The pucker factor comes from recognizing the fact that I'm about to get into a single engine airplane to fly. First of all, humans aren't designed for flight. As the pundits pointed out long ago, if we were meant to fly, we would have been given wings. At the same time, we are designed with the desire to fly (some of us anyway). We WANT to be up there. We want it so bad that for centuries we calculated and schemed and designed different ways to fly and didn't stop, failure after failure. Eventually we did it. We fly! So often now that many of us take flight for granted. We fly around the world. We fly across the country. We fly in countless circles around an aiport, taking off and landing over and over. We f'ing fly!

This morning I preflit my airplane, carefully checking everything I check every time I go to fly. I got that little bit of pucker feeling. I was going out to practice slow flight and power off stalls.

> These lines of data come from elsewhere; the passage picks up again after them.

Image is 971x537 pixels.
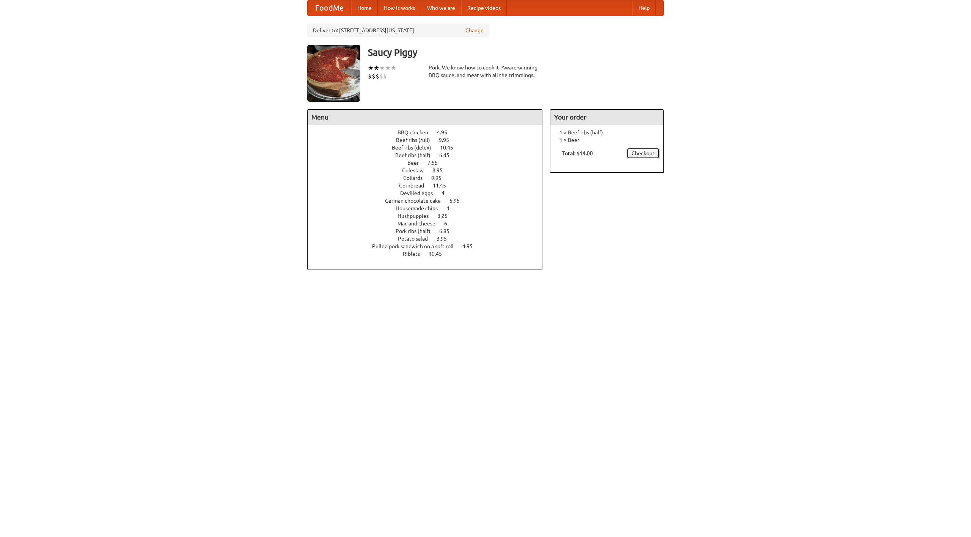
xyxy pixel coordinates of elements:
a: Coleslaw 8.95 [402,167,457,173]
span: 9.95 [431,175,449,181]
h4: Your order [551,110,664,125]
span: Beef ribs (half) [395,152,438,158]
span: Beef ribs (full) [396,137,438,143]
div: Deliver to: [STREET_ADDRESS][US_STATE] [307,24,489,37]
span: 6.95 [439,228,457,234]
span: Collards [403,175,430,181]
li: $ [383,72,387,80]
span: Potato salad [398,236,436,242]
span: German chocolate cake [385,198,449,204]
li: $ [368,72,372,80]
span: 4 [447,205,457,211]
li: $ [376,72,379,80]
a: Home [351,0,378,16]
span: 5.95 [450,198,467,204]
a: FoodMe [308,0,351,16]
a: Pork ribs (half) 6.95 [396,228,464,234]
span: 4 [442,190,452,196]
a: Change [466,27,484,34]
span: 4.95 [437,129,455,135]
a: Cornbread 11.45 [399,183,460,189]
li: $ [372,72,376,80]
li: ★ [368,64,374,72]
span: Devilled eggs [400,190,441,196]
a: Housemade chips 4 [396,205,464,211]
span: BBQ chicken [398,129,436,135]
a: Recipe videos [461,0,507,16]
h3: Saucy Piggy [368,45,664,60]
a: Hushpuppies 3.25 [398,213,462,219]
a: Beef ribs (delux) 10.45 [392,145,467,151]
span: Housemade chips [396,205,445,211]
span: 10.45 [429,251,450,257]
li: ★ [391,64,397,72]
a: Collards 9.95 [403,175,456,181]
span: 3.25 [438,213,455,219]
span: 11.45 [433,183,454,189]
li: 1 × Beer [554,136,660,144]
span: Coleslaw [402,167,431,173]
span: Pork ribs (half) [396,228,438,234]
span: Riblets [403,251,428,257]
span: 7.55 [428,160,445,166]
span: Hushpuppies [398,213,436,219]
span: Mac and cheese [398,220,443,227]
li: $ [379,72,383,80]
a: Mac and cheese 6 [398,220,461,227]
a: Riblets 10.45 [403,251,456,257]
div: Pork. We know how to cook it. Award-winning BBQ sauce, and meat with all the trimmings. [429,64,543,79]
li: ★ [385,64,391,72]
a: Devilled eggs 4 [400,190,459,196]
span: Beer [408,160,427,166]
span: 6.45 [439,152,457,158]
span: 10.45 [440,145,461,151]
a: Potato salad 3.95 [398,236,461,242]
a: Checkout [627,148,660,159]
a: How it works [378,0,421,16]
h4: Menu [308,110,542,125]
a: Beef ribs (half) 6.45 [395,152,464,158]
li: ★ [379,64,385,72]
a: Who we are [421,0,461,16]
span: Pulled pork sandwich on a soft roll [372,243,461,249]
span: Beef ribs (delux) [392,145,439,151]
a: Pulled pork sandwich on a soft roll 4.95 [372,243,487,249]
span: 3.95 [437,236,455,242]
a: Help [633,0,656,16]
a: Beef ribs (full) 9.95 [396,137,463,143]
span: 4.95 [463,243,480,249]
a: BBQ chicken 4.95 [398,129,461,135]
li: ★ [374,64,379,72]
span: 6 [444,220,455,227]
li: 1 × Beef ribs (half) [554,129,660,136]
span: Cornbread [399,183,432,189]
span: 9.95 [439,137,457,143]
a: German chocolate cake 5.95 [385,198,474,204]
img: angular.jpg [307,45,360,102]
b: Total: $14.00 [562,150,593,156]
span: 8.95 [433,167,450,173]
a: Beer 7.55 [408,160,452,166]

These two maneuvers are part of the Practical Test Standards that all student pilots have to meet in order to pass their check ride and earn their private pilots license. And, since every single pilot's first license is a Private Pilot License, EVERY pilot has to know these maneuvers and be able to perform them "to spec" for a DPE. Everyone from "Sully" Sullenberger, the captain of the Miracle on the Hudson to Chuck Yeager to Neil Armstrong to little 'ol me. I'm in good company :)

Why pucker? well... for one thing, every time I fly alone, especially out of the pattern, I remind myself I have a single engine. Therefore, a single point of failure. So, what happens when that single point of failure fails? Simple, do as I was trained. I have been trained in emergency procedures. Every approach and landing I do is a power-off (aka "dead stick") approach and landing, just like it would be if I lost engine power. This morning when the pucker happened I reminded myself that I have been trained to handle the emergency if/when it occurs. I also reminded myself the practice area I use is in easy glide distance of South County airport! This makes the landing in the case of a true emergency much easier.

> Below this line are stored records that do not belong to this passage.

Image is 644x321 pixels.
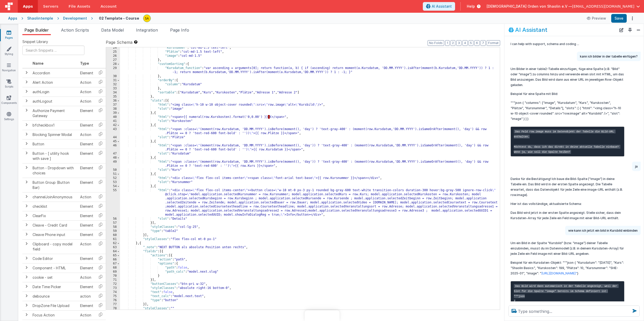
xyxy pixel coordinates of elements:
td: Button [30,139,78,148]
div: 63 [106,245,120,250]
td: Component - HTML [30,263,78,273]
td: Action [78,96,95,106]
div: 73 [106,286,120,290]
div: Shaolintemple [27,16,53,21]
td: Element [78,202,95,211]
p: Beispiel für ein Kursdaten-Objekt: """json { "Kursdatum": "[DATE]", "Kurs": "Shaolin Basics", "Ku... [510,260,624,276]
span: [EMAIL_ADDRESS][DOMAIN_NAME] [572,4,634,9]
p: Hier ist das vollständige, aktualisierte Schema: [510,201,624,207]
div: 52 [106,176,120,180]
div: 41 [106,119,120,123]
td: Code Editor [30,254,78,263]
div: 61 [106,237,120,241]
div: 35 [106,94,120,99]
button: 5 [468,40,473,46]
img: e3e1eaaa3c942e69edc95d4236ce57bf [143,15,151,22]
div: 30 [106,74,120,78]
div: 66 [106,257,120,262]
div: 54 [106,184,120,188]
div: 75 [106,294,120,298]
td: Action [78,192,95,202]
td: Element [78,139,95,148]
span: Snippet Library [22,39,48,44]
button: Format [487,40,500,46]
h4: 02 Template - Course [99,16,139,20]
div: 29 [106,66,120,74]
div: 26 [106,54,120,58]
div: 50 [106,168,120,172]
button: Close [635,27,642,33]
div: 74 [106,290,120,294]
td: Accordion [30,68,78,78]
code: Das Feld row.image muss im Datenobjekt der Tabelle die Bild-URL enthalten. Möchtest du, dass ich ... [514,130,620,154]
div: 77 [106,302,120,306]
span: Action Scripts [61,27,89,33]
span: Integration [136,27,158,33]
div: 32 [106,82,120,87]
div: 25 [106,50,120,54]
button: Toggle Pin [626,27,634,33]
td: Element [78,177,95,192]
td: Action [78,78,95,87]
div: 27 [106,58,120,62]
button: New Chat [618,27,625,33]
div: 46 [106,144,120,151]
span: Page Info [170,27,189,33]
td: action [78,291,95,300]
td: Element [78,106,95,121]
button: [DEMOGRAPHIC_DATA] Orden von Shaolin e.V — [EMAIL_ADDRESS][DOMAIN_NAME] [487,4,640,9]
td: Cleave - Credit Card [30,220,78,230]
div: 51 [106,172,120,176]
div: 53 [106,180,120,184]
td: Authorize Payment Gateway [30,106,78,121]
p: Beispiel für eine Spalte mit Bild: [510,91,624,96]
button: Save [611,14,626,22]
div: 37 [106,103,120,107]
button: AI Assistant [422,2,455,11]
button: Preview [583,15,609,22]
div: 39 [106,111,120,115]
div: 64 [106,250,120,253]
span: Page Schema [106,39,133,45]
div: 44 [106,135,120,139]
div: 55 [106,188,120,217]
h2: AI Assistant [515,27,547,33]
td: Element [78,163,95,177]
td: Element [78,263,95,273]
iframe: Marker.io feedback button [304,310,340,321]
div: 69 [106,270,120,274]
button: 1 [445,40,450,46]
div: 78 [106,306,120,310]
button: 6 [475,40,479,46]
div: Apps [8,16,18,21]
p: kann ich bilder in der tabelle einfügen? [580,54,637,59]
p: Das Bild wird jetzt in der ersten Spalte angezeigt. Stelle sicher, dass dein Kursdaten-Array für ... [510,210,624,220]
span: Help [467,4,475,9]
p: Um ein Bild in der Spalte "Kursbild" (bzw. "image") deiner Tabelle einzubinden, musst du im Daten... [510,240,624,256]
div: 67 [106,262,120,265]
td: bfcheckbox1 [30,121,78,130]
td: Button Group (Button Bar) [30,177,78,192]
span: AI Assistant [432,4,452,9]
div: 70 [106,274,120,278]
button: Options [629,15,636,22]
td: Action [78,310,95,320]
button: No Folds [427,40,444,46]
td: Element [78,68,95,78]
td: authLogin [30,87,78,96]
div: 72 [106,282,120,286]
td: Date Time Picker [30,282,78,291]
span: Data Model [101,27,124,33]
td: Element [78,211,95,220]
button: 2 [450,40,455,46]
td: Alert Action [30,78,78,87]
div: 68 [106,265,120,270]
p: I can help with support, schema and coding ... [510,41,624,47]
td: Blocking Spinner Modal [30,130,78,139]
div: 71 [106,278,120,282]
td: Cleave Phone input [30,230,78,239]
div: 49 [106,160,120,168]
td: debounce [30,291,78,300]
div: 62 [106,241,120,245]
span: Type [80,61,89,65]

For this particular flight both maneuvers I was planning on doing involve deliberately putting the throttle at idle (as close to turning off the engine as you can get without turning it off completely). Normally you don't do this in flight until you are coming in for landing (and within easy glide distance of an airport that you are landing at). Not a big deal really, I've done it hundreds of times. However, that just gave me a bit of a pucker this morning. Flying is about acknowledging and managing risk. Flying is about risk. But flying is also about reward. The reward is worth the risk.

The slow flight procedure for my airplane involves turn on carb heat and putting the throttle to idle, slowing the airplane down, then when at 85 knots, adding flaps 10 degrees at a time until full flaps are deployed, then adding *just enough* throttle to keep the plane at altitude (not descending or rising) and right at the edge of a stall (today that was 50 knots airspeed). Then you fly around at this slow speed, stall warning horn buzzing happily, going left and right using right rudder pressure alone. Finally, you come out of slow flight by putting in full power, slowly retracting flaps until in a "clean" configuration, and finally reduce to cruise power. All while maintaining the designated altitude plus or minus 100ft and heading plus or minus 10 degrees. Strangely enough, this is a lot easier than you would think it is. Its MUCH easier to do than it was the last time I practiced this back in October last year :)

Power off stalls - start off with slow flight. Instead of putting in the power to maintain altitude, keep the power off, pull back on the elevator and make that stall warning horn sing! Keep going, more and more, the warning horn pitch goes up, then the plane shakes a bit and you see the nose fall. (This is a very unsettling sensation the first couple times you do it.) The plane is no longer flying. This is a stall. It has nothing to do with the engine and everything to do with the angle of attack (the angle between the wing's chord line and the relative wind). Exceed the angle of attack and the plane stops flying period. It doesn't matter if you are going fast or slow.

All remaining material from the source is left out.